Jane Young, a top investigator for the New Hampshire attorney general's office, said investigators were "not leaving any stone unturned."
"It is our greatest hope that we find her and bring her home safe to this community and her family," said Young, who described an "all-out search."
Though police have said there's no indication that Celina ran away or that someone took her, and there were no signs of a struggle, the FBI brought in its child abduction rapid deployment team with agents from Virginia, New York and Philadelphia.
More than 100 tips poured in, and investigators were acting on all of them.
The National Center for Missing and Exploited Children was asked to assist in mapping the locations of sex offenders in the area and sent a representative. Ernie Allen, the center's president, said investigators are likely working on several different theories simultaneously and ruling them out one by one.
Several areas of concern are the girl's young age, which makes it unlikely that she'd run away, the fact she was had been using a computer before she disappeared and the close proximity of the Canadian border, Allen said.
Across the border, the Royal Canadian Mounted Police in the province of Quebec were alerted to the girl's disappearance, but there had been no sightings as of late Thursday afternoon, said Sgt. John Sparkes, an RCMP investigator in Sherbrooke, Quebec.

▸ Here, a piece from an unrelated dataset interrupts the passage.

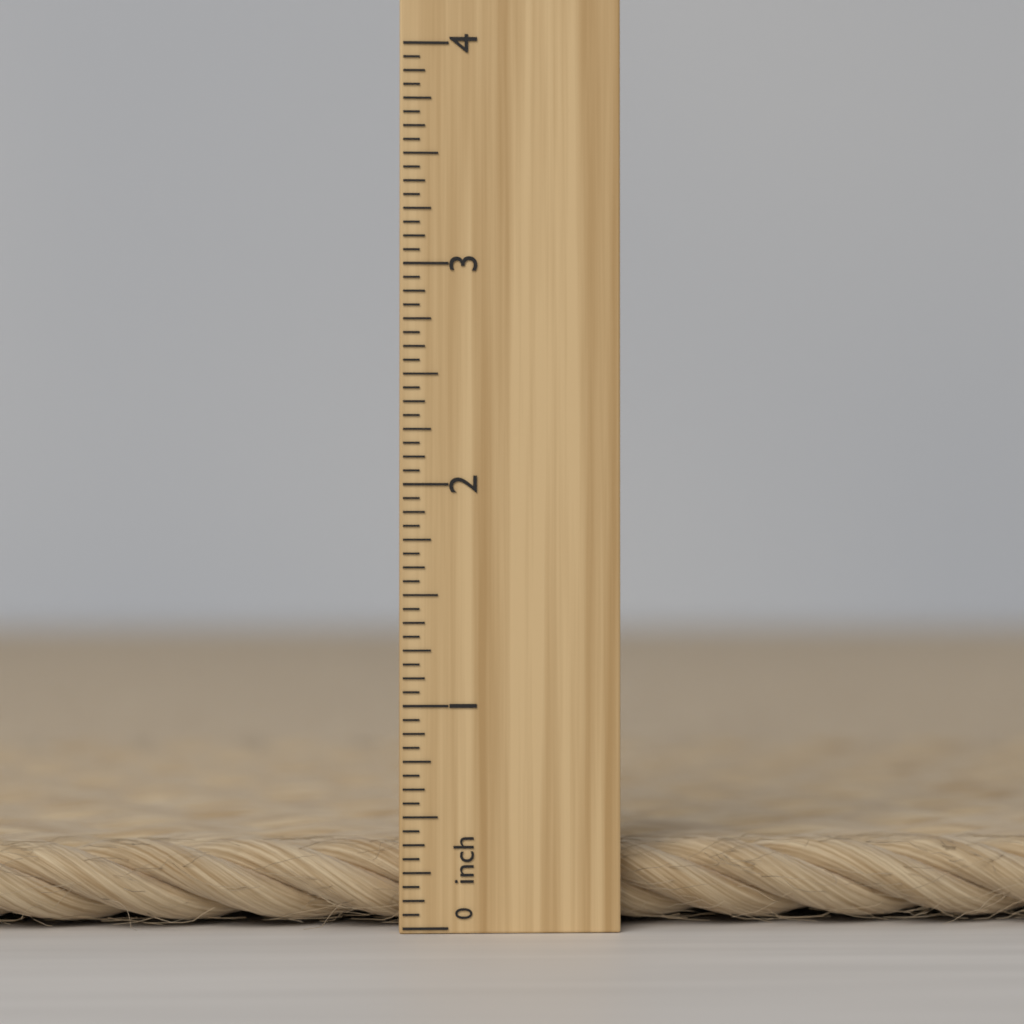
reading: 0.3750 inch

The specter of the girl's disappearance has hung heavy over Stewartstown, a community of 800 residents with one blinking streetlight and a handful of stores.
Debbie Whelan, who dialed 911 after Celina's older sister Kayla went to her house looking for the missing girl Tuesday morning, said community residents continue to pray for her return even as unsettling thoughts enter their minds.
Anyone with information is asked to call the state police at 603-846-3333.